A good example is Glam AI, a subscription-based AI app with relatively low ARPU. For products like this, a 30% store fee is a direct margin pressure. The team moved part of their monetization and experimentation to the web with FunnelFox.

web2app vs. direct-to-app

The result: higher margins through reduced fees, faster onboarding tests, and more control without engineering work.

Read the full case study.

2. Faster pricing, offer, and billing experiments

One of the key advantages of web2app is speed. Web funnels make it possible to test pricing, onboarding, and offers without app review constraints, in-app mechanics, or long release cycles.

In the Glam AI example:

  • the first web2app flow was launched in a single day
  • new creative and onboarding hypotheses were tested in parallel
  • new team members reached productivity within 1–2 weeks

In 2026, where fees are complex as never before and rules vary by region, this kind of operational agility becomes a core growth lever.

3. More control over offers and lifecycle moments

Web2app doesn’t stop at payments. It also lets you design key lifecycle moments as product decisions rather than accept them as system constraints.

For example, you can:

  • build personalized paywalls with custom logic for regions, cohorts, or entry points
  • set up automated payment retries and manage chargebacks with full control
  • design custom cancellation flows to reduce churn

4. A hedge against platform and policy risk

Finally, web2app acts as a strategic hedge. When your entire monetization strategy depends on one store, one platform, and one set of shifting rules, you’re building on unstable ground.

Web2app gives you:

  • an independent payment and pricing infrastructure you fully control
  • a way to adapt faster to regional rule changes without rewriting your app
  • long-term resilience by decoupling business logic from platform constraints

Here’s how web2app compares to other monetization setups in 2026:

Capability / constraintIn-appExternal paymentsWeb2app
FeesFixed 15–30% App Store commission≈10–20%, fragmented, still partially owned by Apple2-5%, depending on the payment provider
Speed of experimentationLow — tied to app review cyclesMedium — needs legal/ops alignmentHigh — launch in hours, quick iterations
Setup complexityLowHigh — requires infra, legal, monthly reportingLow — pre-built blocks, no code needed
Offer & billing flexibilityLimited by SDK & native flowDepends on custom buildFull — pricing, paywalls, checkout, retries, cancellation logic
Control over user journeyMinimal — store-owned UXFragmentedFull control — acquisition to churn
Risk exposure (policy, fees)High — fully coupled with App StoreHigh — subject to audits & rule shiftsLow — independent stack with fallback options

Where FunnelFox fits in

FunnelFox helps mobile teams take control of their acquisition and monetization and brings together two key components: a web2app funnel builder for fast launches and experimentation, and a modern billing infrastructure for full control over subscriptions, payments, and revenue recovery.

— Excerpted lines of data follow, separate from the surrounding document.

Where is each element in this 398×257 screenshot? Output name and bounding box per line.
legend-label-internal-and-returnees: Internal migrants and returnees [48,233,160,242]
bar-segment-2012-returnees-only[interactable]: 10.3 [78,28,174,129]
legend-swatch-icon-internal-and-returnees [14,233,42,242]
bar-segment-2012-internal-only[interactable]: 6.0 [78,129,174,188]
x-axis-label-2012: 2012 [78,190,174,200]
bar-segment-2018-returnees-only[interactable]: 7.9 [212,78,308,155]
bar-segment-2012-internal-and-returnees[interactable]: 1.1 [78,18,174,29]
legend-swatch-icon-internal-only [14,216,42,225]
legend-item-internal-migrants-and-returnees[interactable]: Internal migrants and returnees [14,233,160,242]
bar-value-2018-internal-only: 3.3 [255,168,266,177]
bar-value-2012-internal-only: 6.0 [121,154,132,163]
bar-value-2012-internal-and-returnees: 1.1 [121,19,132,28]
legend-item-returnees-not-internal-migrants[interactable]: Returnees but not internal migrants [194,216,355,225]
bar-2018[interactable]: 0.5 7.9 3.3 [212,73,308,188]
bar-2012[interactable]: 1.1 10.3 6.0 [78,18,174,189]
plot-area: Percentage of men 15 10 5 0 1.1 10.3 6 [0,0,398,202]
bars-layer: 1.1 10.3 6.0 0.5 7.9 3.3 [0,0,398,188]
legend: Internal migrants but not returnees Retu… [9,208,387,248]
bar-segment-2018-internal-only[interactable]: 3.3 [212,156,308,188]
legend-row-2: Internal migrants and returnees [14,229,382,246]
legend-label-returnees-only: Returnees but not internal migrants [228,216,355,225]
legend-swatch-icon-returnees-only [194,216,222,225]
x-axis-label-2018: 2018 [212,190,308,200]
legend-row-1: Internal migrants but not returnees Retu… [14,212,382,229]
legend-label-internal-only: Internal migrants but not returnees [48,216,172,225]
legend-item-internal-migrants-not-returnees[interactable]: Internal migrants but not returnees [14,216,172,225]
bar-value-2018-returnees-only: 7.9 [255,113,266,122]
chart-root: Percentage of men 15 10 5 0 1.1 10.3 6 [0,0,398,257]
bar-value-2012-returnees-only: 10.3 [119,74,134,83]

With FunnelFox, you can reduce reliance on App Store flows and get more revenue without adding engineering overhead. Whether it’s launching region-specific offers, adapting pricing without release cycles, or managing churn with alternatives to cancellation, FunnelFox gives you the tools to act quickly and build a more profitable, controllable monetization stack.

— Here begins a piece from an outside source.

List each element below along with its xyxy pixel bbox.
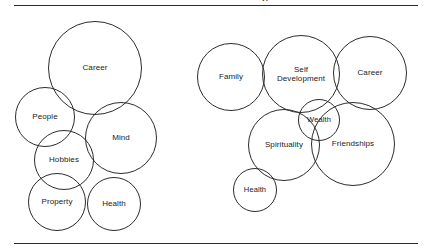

In 2026, the winners are not those chasing the lowest percentage, but those who diversify payment flows instead of defaulting to in-app and preserve control points for pricing, billing, and experiments. And FunnelFox is how you get it.

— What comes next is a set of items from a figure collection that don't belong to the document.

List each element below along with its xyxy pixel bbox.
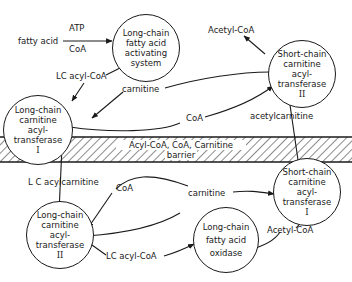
node-text: transferase	[283, 197, 331, 207]
label-acetylcarnitine: acetylcarnitine	[250, 112, 313, 121]
label-lc-acyl-coa-bottom: LC acyl-CoA	[106, 252, 157, 261]
label-acetyl-coa-bottom: Acetyl-CoA	[267, 226, 313, 235]
label-coa-bottom: CoA	[116, 184, 133, 193]
node-text: Long-chain	[15, 105, 62, 115]
curve-lc2-carnitine	[86, 213, 180, 236]
node-text: acyl-	[50, 230, 70, 240]
node-text: II	[57, 250, 64, 260]
node-lc-fatty-acid-oxidase: Long-chain fatty acid oxidase	[193, 207, 259, 273]
node-text: Long-chain	[203, 222, 250, 232]
node-sc-carnitine-acyltransferase-1: Short-chain carnitine acyl- transferase …	[273, 158, 341, 226]
node-text: acyl-	[297, 187, 317, 197]
node-text: carnitine	[19, 115, 56, 125]
label-acetyl-coa-top: Acetyl-CoA	[208, 26, 254, 35]
label-carnitine-bottom: carnitine	[188, 189, 225, 198]
label-atp: ATP	[69, 24, 84, 33]
label-coa-top: CoA	[69, 45, 86, 54]
membrane-label-line2: barrier	[165, 150, 198, 160]
node-text: I	[305, 207, 308, 217]
node-text: system	[131, 58, 162, 68]
arrow-acetyl-coa-top	[244, 36, 265, 54]
node-lc-carnitine-acyltransferase-2: Long-chain carnitine acyl- transferase I…	[26, 201, 94, 269]
node-lc-fatty-acid-activating-system: Long-chain fatty acid activating system	[112, 14, 180, 82]
node-text: fatty acid	[126, 38, 166, 48]
curve-lc1-coa	[70, 123, 180, 131]
node-text: Short-chain	[278, 49, 327, 59]
node-text: transferase	[278, 79, 326, 89]
arrow-acyl-coa-oxidase	[164, 244, 194, 256]
node-sc-carnitine-acyltransferase-2: Short-chain carnitine acyl- transferase …	[268, 40, 336, 108]
node-text: fatty acid	[206, 235, 246, 245]
membrane-label-line1: Acyl-CoA, CoA, Carnitine	[116, 140, 246, 150]
label-coa-mid-top: CoA	[186, 114, 203, 123]
node-text: transferase	[36, 240, 84, 250]
node-text: transferase	[14, 135, 62, 145]
node-text: Long-chain	[123, 28, 170, 38]
node-text: Short-chain	[283, 167, 332, 177]
node-text: oxidase	[210, 248, 243, 258]
node-text: I	[36, 145, 39, 155]
node-text: II	[299, 89, 306, 99]
node-text: acyl-	[28, 125, 48, 135]
node-text: carnitine	[41, 220, 78, 230]
label-lc-acylcarnitine: L C acylcarnitine	[28, 178, 99, 187]
node-lc-carnitine-acyltransferase-1: Long-chain carnitine acyl- transferase I	[3, 95, 73, 165]
membrane-label: Acyl-CoA, CoA, Carnitine barrier	[116, 140, 246, 160]
arrow-carnitine-sc1	[233, 191, 274, 194]
arrow-carnitine-top	[92, 92, 123, 118]
curve-carnitine-sc2	[165, 72, 270, 88]
node-text: activating	[125, 48, 167, 58]
label-lc-acyl-coa-top: LC acyl-CoA	[56, 72, 107, 81]
node-text: Long-chain	[37, 210, 84, 220]
node-text: carnitine	[288, 177, 325, 187]
label-carnitine-top: carnitine	[122, 85, 159, 94]
node-text: carnitine	[283, 59, 320, 69]
label-fatty-acid: fatty acid	[18, 37, 58, 46]
node-text: acyl-	[292, 69, 312, 79]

Looking to diversify beyond in-app and protect your revenue? Book a demo.

Final takeaway: Structure beats percentage

The real question in 2026 isn’t how much Apple takes — it’s how your monetization is structured, and what that structure enables. Costs now show up not just in percentages, but also in slower launches, tighter margins, and fewer options to adapt.

That’s why strong teams don’t optimize for the lowest cut. They design for control, flexibility, and speed, and increasingly the web is where they build it.